Hardwood hammered from all angles; suffers from overcapacity, reduced demand

HomeNewsHardwood hammered from all angles; suffers from overcapacity, reduced demand

While the new home construction standstill has affected every flooring category, hardwood flooring has inarguably been the most negatively impacted along with ceramic tile. While these two segments enjoyed meteoric rises throughout the last decade, the recession has played havoc with sales in terms of both dollars and volume. Housing has hovered at 50-year lows with new home building, commercial demand and consumer spending on home improvements all in decline.

According to FCNews’ research, hardwood flooring sales in 2009 clocked in at $1.617 billion, down 23% from $2.101 billion in 2008. Sales in terms of volume were not quite as bad, relatively speaking, with a drop of 20% to 683 million square feet from 2008’s 854 million square feet. That suggests either the mix of product may have shifted to less expensive goods or manufacturers were selling the same goods for lower prices. One thing that cannot be debated is the impact Chinese imports are having on the market.

As it stands today, hardwood flooring represents about 10% of the total flooring market in terms of dollars and slightly more than 4% of volume. This is down from 4.3% of industry volume in 2008. The product still represents the highest square-foot price of any flooring product, save rubber sheet and tile.

Sales of hardwood varied by species, with oak still dominating the mix. The breakdown shows oak commanding more than 50% of the market with estimates putting red oak at 35% and white oak at 17%. In fact, continuing a trend that began a few years ago, consumers are favoring domestic species over exotics, due in part to the rising social and environmental consciousness of product procurement. While exotic species sales made up a substantial 21% of the hardwood market—10% of which was Brazilian cherry—domestic varieties dominated: 52% oak, 14% other domestics, 7% maple and 1% heart pine.

Wood faced several challenges last year, many of which do not have the same impact on other categories. For one, wood can have a longer lifespan than most other flooring products. “The discretionary spending of the end user made wood flooring an unnecessary replacement because it doesn’t ugly out or wear out,” said Ed Korzcak, executive director and CEO of the National Wood Flooring Association (NWFA). Sanding and refinishing hardwood floors can make them look like new, not a viable option for the other flooring categories. For this reason, Korzcak also cited the replacement segment as slow, due to the high cost of hardwood: replacement floors tend to be less expensive.

Within the category, solid and engineered hardwood suffered its own demons though both struggled with the overcapacity of lumber. Last year, 48% of wood sales were in engineered and 52% were in solid, maintaining the trend that has seen engineered continue to pick up share. Engineered finds favor in areas where climatic change is an issue, and with consumers who are environmentally conscious and prefer less real wood in the product.

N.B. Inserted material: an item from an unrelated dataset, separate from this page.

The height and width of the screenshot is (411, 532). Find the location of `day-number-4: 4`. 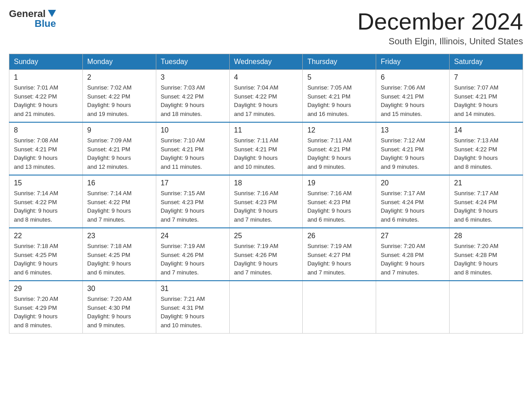

day-number-4: 4 is located at coordinates (266, 77).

“In solid you had a lot of capacity,” said Roger Farabee, vice president of Mohawk Hard Surfaces. He added, when the builder market crashed many saw mills were at capacity in both unfinished and product-fed finishing, so the pinch there was delayed. “Before companies started closing plants they reduced prices to hold onto the volume and you saw significant price erosion, more than we ever saw on the solids.”

Kim Holm, president, Mannington Residential, also credited overcapacity to plummeting sales. “Demand continued to erode with the demise in new home construction and wood being so tied to that market.”

Hardwood floors in new residential construction accounted for only 26.2% of sales, or $423.7 million. The majority of business was in the replacement sector at 56.6% or $915.2 million. Commercial is still a small portion of the industry, accounting for just 8.1% of the hardwood flooring market. Of that number, $79.2 million was specified and $51.8 came courtesy of Main Street business. Miscellaneous sales accounted for the category’s remaining $147 million.

The homebuilder market was also responsible for the derivation in hardwood’s numbers by region. Areas like the mid-Atlantic fared better with $372 million in business as opposed to the East South Central region with $209 million, according to the NWFA. Similarly, the West North Central region tanked at $175 million but the East North Central rang in at $472 million. “The Southwest and Southeast were hit much harder than the Midwest, but homebuilding stopped completely in California, Las Vegas and Florida,” Korzcak said. “It still hasn’t bounced back.”

On the upside, new housing starts are expected to increase to 800,000 by the end of this year, up from 595,000 from the end of last year, according to research conducted by Fannie Mae economics and mortgage market analysis group.

The NWFA also found manufacturers, distributors and retailers redefining business to run profitably, becoming more lean and efficient. “As revenue increases, we’ll increase the bottom line,” Korzcak said. “Before, 20 cents of every dollar went to the profit line but now, 30 cents of every dollar is a profit gain.”